EconPapers    
Economics at your fingertips  
 

Captive supplies and cash market prices for fed cattle: The role of delivery timing incentives

John Schroeter and Azzeddine Azzam

Agribusiness, 2004, vol. 20, issue 3, 347-362

Abstract: The use of non-cash methods of procuring fed cattle for slaughter has led to concern about the effect of these so-called “captive” supplies on cash market prices. Some empirical evidence suggests that there is a negative short-run relationship between the two: Cash market prices tend to be low in weeks in which captive supply shipments are high. We advance a different perspective on the relationship between captive deliveries and cash prices, arguing that the incentives that influence cattle delivery-scheduling decisions could lead to a negative relationship, not between the contemporaneous levels of captive shipments and price, but between the volume of captive deliveries, on the one hand, and an ex ante expectation of a week-to-week price change, on the other. Econometric testing provides some evidence of this empirical regularity in the cattle procurement activities of four large packing plants in Texas in the mid-1990s. [EconLit citations: Q130, L140.] © 2004 Wiley Periodicals, Inc. Agribusiness 20: 347-362, 2004.

Date: 2004
References: View references in EconPapers View complete reference list from CitEc
Citations: View citations in EconPapers (13)

Downloads: (external link)
http://hdl.handle.net/10.1002/agr.20011 Link to full text; subscription required (text/html)

Related works:
Working Paper: Captive Supplies and Cash Market Prices for Fed Cattle: The Role of Delivery Timing Incentives (2004)
This item may be available elsewhere in EconPapers: Search for items with the same title.

Export reference: BibTeX RIS (EndNote, ProCite, RefMan) HTML/Text

Persistent link: https://EconPapers.repec.org/RePEc:wly:agribz:v:20:y:2004:i:3:p:347-362

DOI: 10.1002/agr.20011

Access Statistics for this article

Agribusiness is currently edited by Ronald W. Cotterill

More articles in Agribusiness from John Wiley & Sons, Ltd.
Bibliographic data for series maintained by Wiley Content Delivery ().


◆ Task goal: Wherever the word "Best" appears in the entries, copy the whole line.

◆ Data for processing:
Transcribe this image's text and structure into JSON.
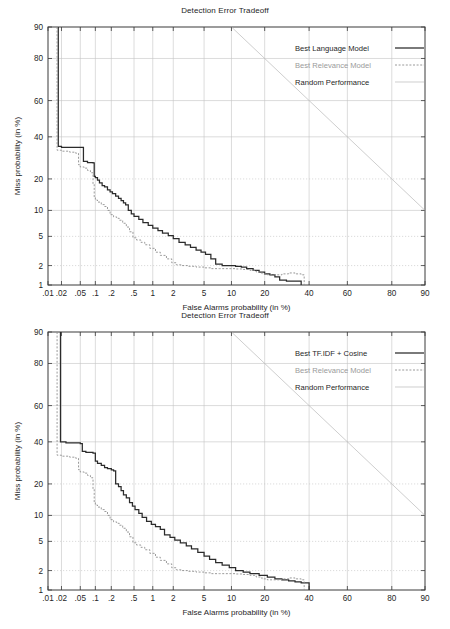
{
  "figure": {
    "panels": [
      {
        "id": "top",
        "title": "Detection Error Tradeoff",
        "xlabel": "False Alarms probability (in %)",
        "ylabel": "Miss probability (in %)",
        "legend": [
          {
            "label": "Best Language Model",
            "style": "solid",
            "color": "#2b2b2b",
            "muted": false
          },
          {
            "label": "Best Relevance Model",
            "style": "dashed",
            "color": "#8f8f8f",
            "muted": true
          },
          {
            "label": "Random Performance",
            "style": "thin",
            "color": "#b9b9b9",
            "muted": false
          }
        ]
      },
      {
        "id": "bottom",
        "title": "Detection Error Tradeoff",
        "xlabel": "False Alarms probability (in %)",
        "ylabel": "Miss probability (in %)",
        "legend": [
          {
            "label": "Best TF.IDF + Cosine",
            "style": "solid",
            "color": "#2b2b2b",
            "muted": false
          },
          {
            "label": "Best Relevance Model",
            "style": "dashed",
            "color": "#8f8f8f",
            "muted": true
          },
          {
            "label": "Random Performance",
            "style": "thin",
            "color": "#b9b9b9",
            "muted": false
          }
        ]
      }
    ]
  },
  "chart_data": [
    {
      "type": "line",
      "id": "top",
      "title": "Detection Error Tradeoff",
      "xlabel": "False Alarms probability (in %)",
      "ylabel": "Miss probability (in %)",
      "scale": "normal-deviate",
      "xlim": [
        0.01,
        90
      ],
      "ylim": [
        1,
        90
      ],
      "grid": true,
      "legend_position": "top-right",
      "xticks": [
        0.01,
        0.02,
        0.05,
        0.1,
        0.2,
        0.5,
        1,
        2,
        5,
        10,
        20,
        40,
        60,
        80,
        90
      ],
      "xticklabels": [
        ".01",
        ".02",
        ".05",
        ".1",
        ".2",
        ".5",
        "1",
        "2",
        "5",
        "10",
        "20",
        "40",
        "60",
        "80",
        "90"
      ],
      "yticks": [
        1,
        2,
        5,
        10,
        20,
        40,
        60,
        80,
        90
      ],
      "yticklabels": [
        "1",
        "2",
        "5",
        "10",
        "20",
        "40",
        "60",
        "80",
        "90"
      ],
      "series": [
        {
          "name": "Best Language Model",
          "style": "solid",
          "color": "#2b2b2b",
          "points": [
            [
              0.017,
              90
            ],
            [
              0.017,
              35
            ],
            [
              0.02,
              34.5
            ],
            [
              0.03,
              34.5
            ],
            [
              0.045,
              34.5
            ],
            [
              0.05,
              34.5
            ],
            [
              0.055,
              34.5
            ],
            [
              0.058,
              27.5
            ],
            [
              0.07,
              27.0
            ],
            [
              0.08,
              27.0
            ],
            [
              0.09,
              26.8
            ],
            [
              0.095,
              21.0
            ],
            [
              0.1,
              20.5
            ],
            [
              0.11,
              19.5
            ],
            [
              0.12,
              18.5
            ],
            [
              0.135,
              17.5
            ],
            [
              0.15,
              17.0
            ],
            [
              0.17,
              16.0
            ],
            [
              0.19,
              15.3
            ],
            [
              0.21,
              14.8
            ],
            [
              0.24,
              14.0
            ],
            [
              0.27,
              13.3
            ],
            [
              0.3,
              12.6
            ],
            [
              0.33,
              12.0
            ],
            [
              0.36,
              11.4
            ],
            [
              0.4,
              10.0
            ],
            [
              0.45,
              9.2
            ],
            [
              0.5,
              8.6
            ],
            [
              0.6,
              8.0
            ],
            [
              0.7,
              7.3
            ],
            [
              0.85,
              6.8
            ],
            [
              1.0,
              6.3
            ],
            [
              1.2,
              5.9
            ],
            [
              1.4,
              5.5
            ],
            [
              1.7,
              5.1
            ],
            [
              2.0,
              4.7
            ],
            [
              2.4,
              4.2
            ],
            [
              2.9,
              3.9
            ],
            [
              3.4,
              3.6
            ],
            [
              4.0,
              3.3
            ],
            [
              4.6,
              3.1
            ],
            [
              5.2,
              2.9
            ],
            [
              6.0,
              2.5
            ],
            [
              6.8,
              2.1
            ],
            [
              8.0,
              2.0
            ],
            [
              9.5,
              2.0
            ],
            [
              11.0,
              1.95
            ],
            [
              12.5,
              1.9
            ],
            [
              14.0,
              1.8
            ],
            [
              16.0,
              1.7
            ],
            [
              18.0,
              1.6
            ],
            [
              20.0,
              1.5
            ],
            [
              22.0,
              1.45
            ],
            [
              24.0,
              1.35
            ],
            [
              26.0,
              1.2
            ],
            [
              29.0,
              1.15
            ],
            [
              32.0,
              1.15
            ],
            [
              35.0,
              1.15
            ],
            [
              36.0,
              1.0
            ]
          ]
        },
        {
          "name": "Best Relevance Model",
          "style": "dashed",
          "color": "#8f8f8f",
          "points": [
            [
              0.016,
              90
            ],
            [
              0.016,
              33
            ],
            [
              0.02,
              32.5
            ],
            [
              0.03,
              32.0
            ],
            [
              0.04,
              31.5
            ],
            [
              0.046,
              26.0
            ],
            [
              0.05,
              25.0
            ],
            [
              0.06,
              24.5
            ],
            [
              0.07,
              23.5
            ],
            [
              0.08,
              22.5
            ],
            [
              0.09,
              18.0
            ],
            [
              0.095,
              13.5
            ],
            [
              0.1,
              12.8
            ],
            [
              0.11,
              12.2
            ],
            [
              0.13,
              11.5
            ],
            [
              0.15,
              11.0
            ],
            [
              0.17,
              10.0
            ],
            [
              0.19,
              9.0
            ],
            [
              0.22,
              8.5
            ],
            [
              0.25,
              8.2
            ],
            [
              0.28,
              7.8
            ],
            [
              0.32,
              7.2
            ],
            [
              0.37,
              6.5
            ],
            [
              0.42,
              5.7
            ],
            [
              0.48,
              4.8
            ],
            [
              0.55,
              4.5
            ],
            [
              0.65,
              4.2
            ],
            [
              0.75,
              3.9
            ],
            [
              0.9,
              3.5
            ],
            [
              1.1,
              3.1
            ],
            [
              1.3,
              2.8
            ],
            [
              1.6,
              2.5
            ],
            [
              1.9,
              2.2
            ],
            [
              2.2,
              2.05
            ],
            [
              2.6,
              2.0
            ],
            [
              3.2,
              1.95
            ],
            [
              4.0,
              1.9
            ],
            [
              5.0,
              1.85
            ],
            [
              6.0,
              1.8
            ],
            [
              7.5,
              1.8
            ],
            [
              9.0,
              1.8
            ],
            [
              11.0,
              1.78
            ],
            [
              13.0,
              1.75
            ],
            [
              15.0,
              1.7
            ],
            [
              17.0,
              1.6
            ],
            [
              19.0,
              1.5
            ],
            [
              21.0,
              1.45
            ],
            [
              24.0,
              1.45
            ],
            [
              27.0,
              1.5
            ],
            [
              30.0,
              1.55
            ],
            [
              33.0,
              1.5
            ],
            [
              36.0,
              1.45
            ],
            [
              37.5,
              1.0
            ]
          ]
        },
        {
          "name": "Random Performance",
          "style": "thin",
          "color": "#b9b9b9",
          "points": [
            [
              10,
              90
            ],
            [
              90,
              10
            ]
          ]
        }
      ]
    },
    {
      "type": "line",
      "id": "bottom",
      "title": "Detection Error Tradeoff",
      "xlabel": "False Alarms probability (in %)",
      "ylabel": "Miss probability (in %)",
      "scale": "normal-deviate",
      "xlim": [
        0.01,
        90
      ],
      "ylim": [
        1,
        90
      ],
      "grid": true,
      "legend_position": "top-right",
      "xticks": [
        0.01,
        0.02,
        0.05,
        0.1,
        0.2,
        0.5,
        1,
        2,
        5,
        10,
        20,
        40,
        60,
        80,
        90
      ],
      "xticklabels": [
        ".01",
        ".02",
        ".05",
        ".1",
        ".2",
        ".5",
        "1",
        "2",
        "5",
        "10",
        "20",
        "40",
        "60",
        "80",
        "90"
      ],
      "yticks": [
        1,
        2,
        5,
        10,
        20,
        40,
        60,
        80,
        90
      ],
      "yticklabels": [
        "1",
        "2",
        "5",
        "10",
        "20",
        "40",
        "60",
        "80",
        "90"
      ],
      "series": [
        {
          "name": "Best TF.IDF + Cosine",
          "style": "solid",
          "color": "#2b2b2b",
          "points": [
            [
              0.019,
              90
            ],
            [
              0.019,
              40
            ],
            [
              0.025,
              39.5
            ],
            [
              0.035,
              39.5
            ],
            [
              0.045,
              39.5
            ],
            [
              0.05,
              39.0
            ],
            [
              0.055,
              35.0
            ],
            [
              0.065,
              34.5
            ],
            [
              0.08,
              34.5
            ],
            [
              0.09,
              34.0
            ],
            [
              0.1,
              30.0
            ],
            [
              0.11,
              29.0
            ],
            [
              0.13,
              28.0
            ],
            [
              0.15,
              27.0
            ],
            [
              0.17,
              26.5
            ],
            [
              0.2,
              26.0
            ],
            [
              0.22,
              25.5
            ],
            [
              0.24,
              20.0
            ],
            [
              0.27,
              19.0
            ],
            [
              0.3,
              17.5
            ],
            [
              0.33,
              16.0
            ],
            [
              0.37,
              15.0
            ],
            [
              0.42,
              13.5
            ],
            [
              0.47,
              12.5
            ],
            [
              0.52,
              11.5
            ],
            [
              0.6,
              10.5
            ],
            [
              0.68,
              9.5
            ],
            [
              0.8,
              8.6
            ],
            [
              0.95,
              8.0
            ],
            [
              1.1,
              7.5
            ],
            [
              1.3,
              7.0
            ],
            [
              1.5,
              6.0
            ],
            [
              1.8,
              5.6
            ],
            [
              2.1,
              5.2
            ],
            [
              2.5,
              4.8
            ],
            [
              3.0,
              4.4
            ],
            [
              3.5,
              4.0
            ],
            [
              4.2,
              3.6
            ],
            [
              5.0,
              3.2
            ],
            [
              5.8,
              2.9
            ],
            [
              6.8,
              2.6
            ],
            [
              8.0,
              2.4
            ],
            [
              9.5,
              2.2
            ],
            [
              11.0,
              2.0
            ],
            [
              13.0,
              1.9
            ],
            [
              15.0,
              1.8
            ],
            [
              18.0,
              1.7
            ],
            [
              21.0,
              1.6
            ],
            [
              24.0,
              1.5
            ],
            [
              27.0,
              1.45
            ],
            [
              30.0,
              1.4
            ],
            [
              33.0,
              1.35
            ],
            [
              36.0,
              1.3
            ],
            [
              39.0,
              1.3
            ],
            [
              40.0,
              1.0
            ]
          ]
        },
        {
          "name": "Best Relevance Model",
          "style": "dashed",
          "color": "#8f8f8f",
          "points": [
            [
              0.016,
              90
            ],
            [
              0.016,
              33
            ],
            [
              0.02,
              32.5
            ],
            [
              0.03,
              32.0
            ],
            [
              0.04,
              31.5
            ],
            [
              0.046,
              26.0
            ],
            [
              0.05,
              25.0
            ],
            [
              0.06,
              24.5
            ],
            [
              0.07,
              23.5
            ],
            [
              0.08,
              22.5
            ],
            [
              0.09,
              18.0
            ],
            [
              0.095,
              13.5
            ],
            [
              0.1,
              12.8
            ],
            [
              0.11,
              12.2
            ],
            [
              0.13,
              11.5
            ],
            [
              0.15,
              11.0
            ],
            [
              0.17,
              10.0
            ],
            [
              0.19,
              9.0
            ],
            [
              0.22,
              8.5
            ],
            [
              0.25,
              8.2
            ],
            [
              0.28,
              7.8
            ],
            [
              0.32,
              7.2
            ],
            [
              0.37,
              6.5
            ],
            [
              0.42,
              5.7
            ],
            [
              0.48,
              4.8
            ],
            [
              0.55,
              4.5
            ],
            [
              0.65,
              4.2
            ],
            [
              0.75,
              3.9
            ],
            [
              0.9,
              3.5
            ],
            [
              1.1,
              3.1
            ],
            [
              1.3,
              2.8
            ],
            [
              1.6,
              2.5
            ],
            [
              1.9,
              2.2
            ],
            [
              2.2,
              2.05
            ],
            [
              2.6,
              2.0
            ],
            [
              3.2,
              1.95
            ],
            [
              4.0,
              1.9
            ],
            [
              5.0,
              1.85
            ],
            [
              6.0,
              1.8
            ],
            [
              7.5,
              1.8
            ],
            [
              9.0,
              1.8
            ],
            [
              11.0,
              1.78
            ],
            [
              13.0,
              1.75
            ],
            [
              15.0,
              1.7
            ],
            [
              17.0,
              1.6
            ],
            [
              19.0,
              1.5
            ],
            [
              21.0,
              1.45
            ],
            [
              24.0,
              1.45
            ],
            [
              27.0,
              1.5
            ],
            [
              30.0,
              1.55
            ],
            [
              33.0,
              1.5
            ],
            [
              36.0,
              1.45
            ],
            [
              37.5,
              1.0
            ]
          ]
        },
        {
          "name": "Random Performance",
          "style": "thin",
          "color": "#b9b9b9",
          "points": [
            [
              10,
              90
            ],
            [
              90,
              10
            ]
          ]
        }
      ]
    }
  ]
}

◆ Written solution:
            "label": "Best Language Model",
            "label": "Best Relevance Model",
            "label": "Best TF.IDF + Cosine",
            "label": "Best Relevance Model",
          "name": "Best Language Model",
          "name": "Best Relevance Model",
          "name": "Best TF.IDF + Cosine",
          "name": "Best Relevance Model",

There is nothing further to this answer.